On Apr 01 09:24:22, keybou...@gmail.com wrote:
> In the past, I attempted to write stuff with man page macros.
> I could not find any actual docs on the macros or how to use them.
> I found that there was no consistent style or rules
> from reverse engineering the shipped system man pages.
Whether
> On Apr 01 14:24:42, rai...@macports.org wrote:
> > Many open source projects generate their man pages from a high-level
> > markup language. I am only aware of the various *BSD systems that keep
> > writing roff directly.
Just to clarify:
* no-one is advocating "writing roff directly".
* mdoc(7
On Apr 01 14:24:42, rai...@macports.org wrote:
> > I'm not hoping to change the course here,
> > but what were the manpages written in before this?
> > porthier.7 is in mdoc(7), with .Dd June 1, 2007
> > - were all the base manpages im mdoc(7) before?
>
> Back when the NewHelpSystem [1] was starte
My ... (if 2 bits is 25 cents, then 0.2 bits is 2.5 cents, ... ok, call it
inflation) 0.2 bits on this subject:
In the past, I attempted to write stuff with man page macros. I could not find
any actual docs on the macros or how to use them.
I found that there was no consistent style or rules fr
On 2017-04-01 10:28, Jan Stary wrote:
> But the age of the asciidoc rewrite has nothing to do with it, right?
>
> I'm not hoping to change the course here,
> but what were the manpages written in before this?
> porthier.7 is in mdoc(7), with .Dd June 1, 2007
> - were all the base manpages im mdoc(
On Mar 31 23:07:06, ryandes...@macports.org wrote:
> > Anyway, the mdoc(7) rewrite is apparently not happening.
>
> Right; the asciidoc rewrite of the manpages was just released to the public
> in MacPorts 2.4 so there's probably no interest in changing it again so soon.
But the age of the ascii
On Mar 30, 2017, at 15:11, Jan Stary wrote:
> On Mar 30 21:47:38, rai...@macports.org wrote:
>> On 03/30/2017 09:26 PM, Jan Stary wrote:
>>> Just forget it. My intentions when proposing the mdoc(7) rewrite
>>> were the opposite of having asciidoc and docbook and xml/xsl ...
>>
>> While the depen
On Mar 30 21:47:38, rai...@macports.org wrote:
> On 03/30/2017 09:26 PM, Jan Stary wrote:
> > Just forget it. My intentions when proposing the mdoc(7) rewrite
> > were the opposite of having asciidoc and docbook and xml/xsl ...
>
> While the dependencies seem quite heavy,
(to say the least)
> la
On 03/30/2017 09:26 PM, Jan Stary wrote:
> Just forget it. My intentions when proposing the mdoc(7) rewrite
> were the opposite of having asciidoc and docbook and xml/xsl ...
While the dependencies seem quite heavy, languages like man(7)/mdoc(7) just fell
out of fashion and rarely anyone still und
On Mar 30 19:08:44, h...@stare.cz wrote:
> I propose to rewrite them into the _semantic_ markup of mdoc(7) language.
On Mar 30 20:59:31, rai...@macports.org wrote:
> Our man pages are actually written in AsciiDoc and then converted to the roff
> output. We only maintain the generated roff output i
Hey,
On Thu, Mar 30, 2017 at 07:08:44PM +0200, Jan Stary wrote:
> Currently, the port-* manpages are written using the legacy man(7)
> language which uses low-level roff constructs to described
> presentational details.
>
> I propose to rewrite them into the _semantic_ markup of mdoc(7)
> languag
On 03/30/2017 07:08 PM, Jan Stary wrote:
> Currently, the port-* manpages are written
> using the legacy man(7) language which uses
> low-level roff constructs to described presentational details.
>
> I propose to rewrite them into the _semantic_ markup of mdoc(7) language.
> Both have been around
Err, the intended subject was "manpages in mdoc(7)" :-)
But yes, manpages is mdoc(7), imho.
On Mar 30 19:08:44, h...@stare.cz wrote:
> Currently, the port-* manpages are written
> using the legacy man(7) language which uses
> low-level roff constructs to described presentatio
Currently, the port-* manpages are written
using the legacy man(7) language which uses
low-level roff constructs to described presentational details.
I propose to rewrite them into the _semantic_ markup of mdoc(7) language.
Both have been around for decades and are well supported by groff.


> _EXERCISE INSTRUCTIONS_: With any pictures left out, restate word for word the lines in the listing below from the one holding "Annotate this image: element" through the last.

——————

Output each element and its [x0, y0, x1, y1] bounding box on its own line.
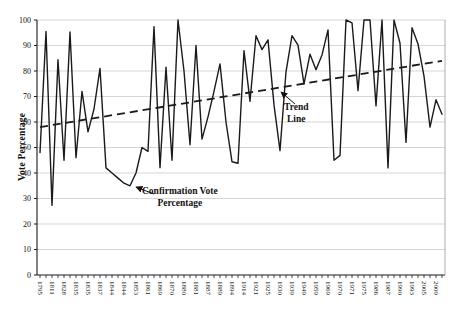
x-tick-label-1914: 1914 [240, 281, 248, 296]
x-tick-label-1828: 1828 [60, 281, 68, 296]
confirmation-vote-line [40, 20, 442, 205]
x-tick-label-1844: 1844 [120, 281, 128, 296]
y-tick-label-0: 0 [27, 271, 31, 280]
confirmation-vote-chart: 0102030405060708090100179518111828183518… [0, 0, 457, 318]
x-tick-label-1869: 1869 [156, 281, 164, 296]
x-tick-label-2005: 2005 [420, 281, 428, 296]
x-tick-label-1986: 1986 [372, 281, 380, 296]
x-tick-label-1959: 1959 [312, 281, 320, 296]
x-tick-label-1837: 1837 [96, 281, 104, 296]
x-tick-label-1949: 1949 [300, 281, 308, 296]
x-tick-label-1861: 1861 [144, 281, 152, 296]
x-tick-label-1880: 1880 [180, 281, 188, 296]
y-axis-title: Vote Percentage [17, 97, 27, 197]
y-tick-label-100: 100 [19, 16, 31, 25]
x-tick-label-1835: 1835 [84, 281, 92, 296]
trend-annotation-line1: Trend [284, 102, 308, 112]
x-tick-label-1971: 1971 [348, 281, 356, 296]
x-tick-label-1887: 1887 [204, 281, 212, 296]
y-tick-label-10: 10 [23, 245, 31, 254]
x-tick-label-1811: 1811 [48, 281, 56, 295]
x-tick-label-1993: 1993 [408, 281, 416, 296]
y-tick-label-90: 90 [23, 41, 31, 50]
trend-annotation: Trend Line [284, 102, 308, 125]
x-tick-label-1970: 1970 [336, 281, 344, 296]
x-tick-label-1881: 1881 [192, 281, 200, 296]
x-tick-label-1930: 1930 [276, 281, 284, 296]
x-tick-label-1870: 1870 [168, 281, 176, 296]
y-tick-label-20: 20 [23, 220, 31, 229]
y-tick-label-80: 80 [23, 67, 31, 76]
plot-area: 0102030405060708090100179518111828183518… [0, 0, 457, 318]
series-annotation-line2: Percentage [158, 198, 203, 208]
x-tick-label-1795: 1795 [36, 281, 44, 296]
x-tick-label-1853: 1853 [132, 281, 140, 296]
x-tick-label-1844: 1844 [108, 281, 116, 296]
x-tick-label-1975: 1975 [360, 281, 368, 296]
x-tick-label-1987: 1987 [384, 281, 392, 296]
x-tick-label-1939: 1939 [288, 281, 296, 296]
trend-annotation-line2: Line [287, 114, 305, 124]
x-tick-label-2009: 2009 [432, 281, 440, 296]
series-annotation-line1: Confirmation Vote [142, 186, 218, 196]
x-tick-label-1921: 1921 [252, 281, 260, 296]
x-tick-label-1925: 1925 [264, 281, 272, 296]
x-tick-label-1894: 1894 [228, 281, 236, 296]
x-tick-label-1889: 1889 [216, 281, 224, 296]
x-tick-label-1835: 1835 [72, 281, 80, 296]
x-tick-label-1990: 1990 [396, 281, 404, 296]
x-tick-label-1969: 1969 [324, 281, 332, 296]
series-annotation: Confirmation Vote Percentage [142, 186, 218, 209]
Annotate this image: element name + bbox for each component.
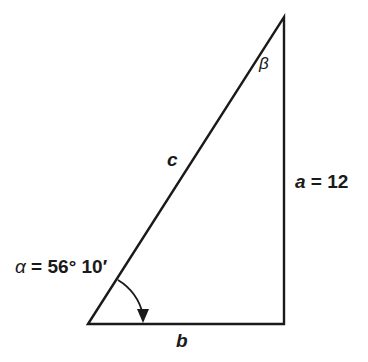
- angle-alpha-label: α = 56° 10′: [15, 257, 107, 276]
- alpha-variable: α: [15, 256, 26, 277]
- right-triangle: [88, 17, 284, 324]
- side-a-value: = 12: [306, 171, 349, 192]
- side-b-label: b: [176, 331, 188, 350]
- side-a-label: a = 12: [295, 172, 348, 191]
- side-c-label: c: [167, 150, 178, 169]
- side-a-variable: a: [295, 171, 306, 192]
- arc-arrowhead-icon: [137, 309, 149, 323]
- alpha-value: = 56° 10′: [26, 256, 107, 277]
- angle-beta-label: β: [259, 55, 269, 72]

——————

> _OUTPUT FOR THIS EXERCISE_:
Annotate this image: element name + bbox for each component.
- angle-alpha-label: α = 56° 10′: [15, 257, 107, 276]
- alpha-variable: α: [15, 256, 26, 277]
- right-triangle: [88, 17, 284, 324]
- side-a-value: = 12: [306, 171, 349, 192]
- side-b-label: b: [176, 331, 188, 350]
- side-a-label: a = 12: [295, 172, 348, 191]
- side-c-label: c: [167, 150, 178, 169]
- side-a-variable: a: [295, 171, 306, 192]
- arc-arrowhead-icon: [137, 309, 149, 323]
- alpha-value: = 56° 10′: [26, 256, 107, 277]
- angle-beta-label: β: [259, 55, 269, 72]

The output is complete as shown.